Supplied material:

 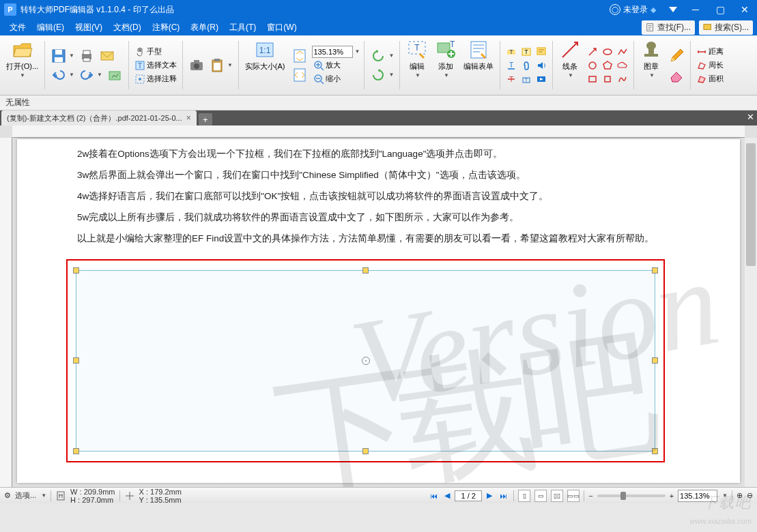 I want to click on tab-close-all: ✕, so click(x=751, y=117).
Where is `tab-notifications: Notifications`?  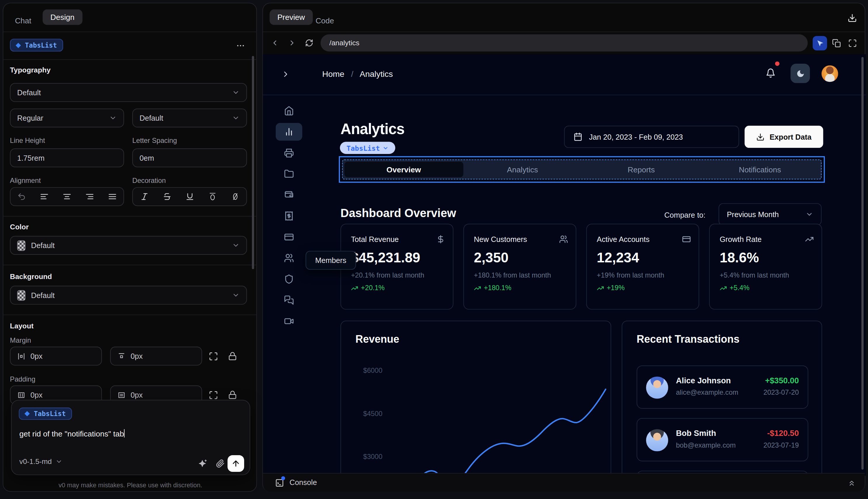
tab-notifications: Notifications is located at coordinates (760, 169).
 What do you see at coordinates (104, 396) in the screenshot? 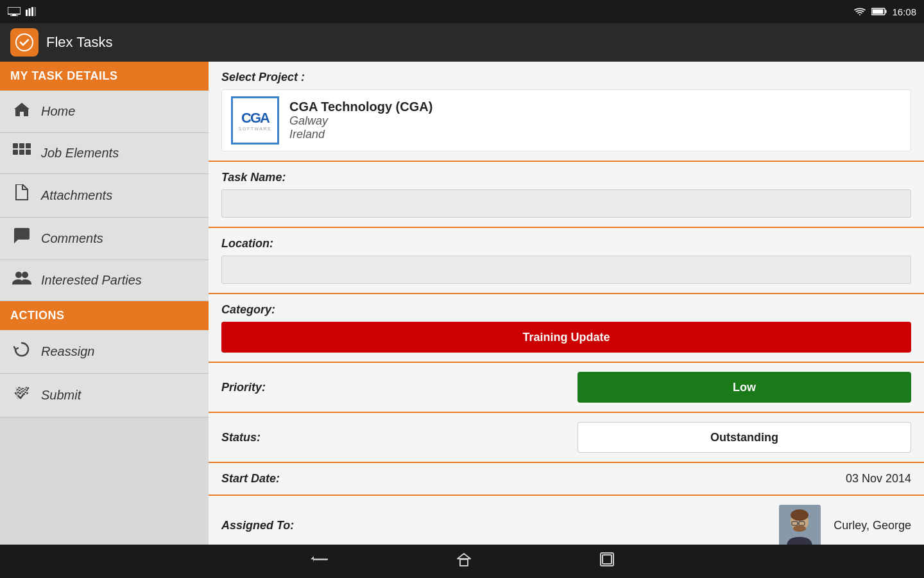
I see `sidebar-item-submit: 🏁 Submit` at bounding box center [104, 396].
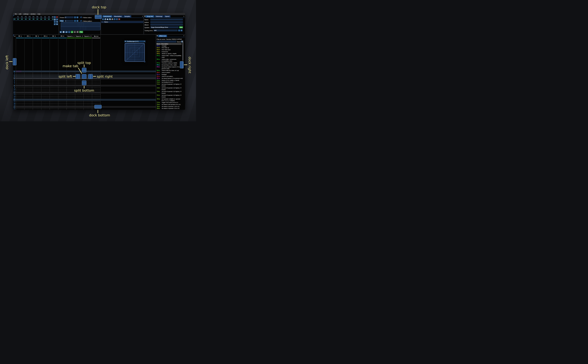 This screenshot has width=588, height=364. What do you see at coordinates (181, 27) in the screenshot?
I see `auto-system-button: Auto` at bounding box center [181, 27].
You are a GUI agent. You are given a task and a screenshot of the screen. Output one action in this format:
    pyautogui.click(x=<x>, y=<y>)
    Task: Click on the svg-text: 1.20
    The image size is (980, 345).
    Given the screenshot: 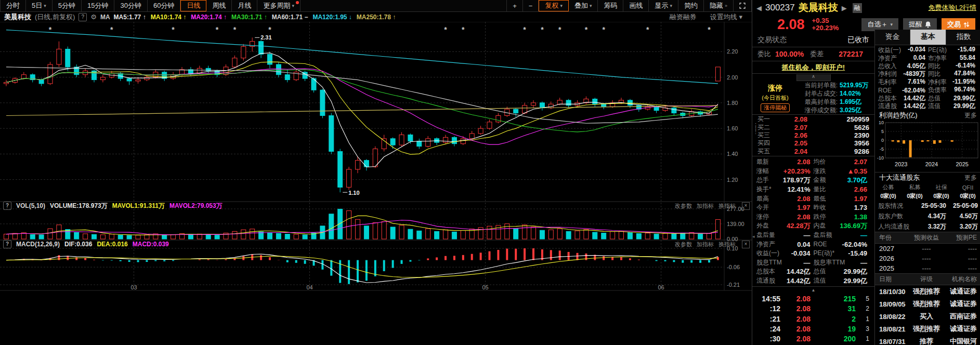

The task: Copy out exactly, without any pictures, the lines above that begin at the one with "What do you see at coordinates (104, 396)" and end at the last line of the listing.

Answer to this task:
 What do you see at coordinates (104, 396) in the screenshot? 
I see `sidebar-item-submit: 🏁 Submit` at bounding box center [104, 396].
 This screenshot has width=588, height=364. What do you see at coordinates (181, 27) in the screenshot?
I see `auto-system-button: Auto` at bounding box center [181, 27].
You are a GUI agent. You are given a task and a screenshot of the screen. Output one action in this format:
    pyautogui.click(x=<x>, y=<y>)
    Task: Click on the svg-text: 1.20
    The image size is (980, 345).
    Given the screenshot: 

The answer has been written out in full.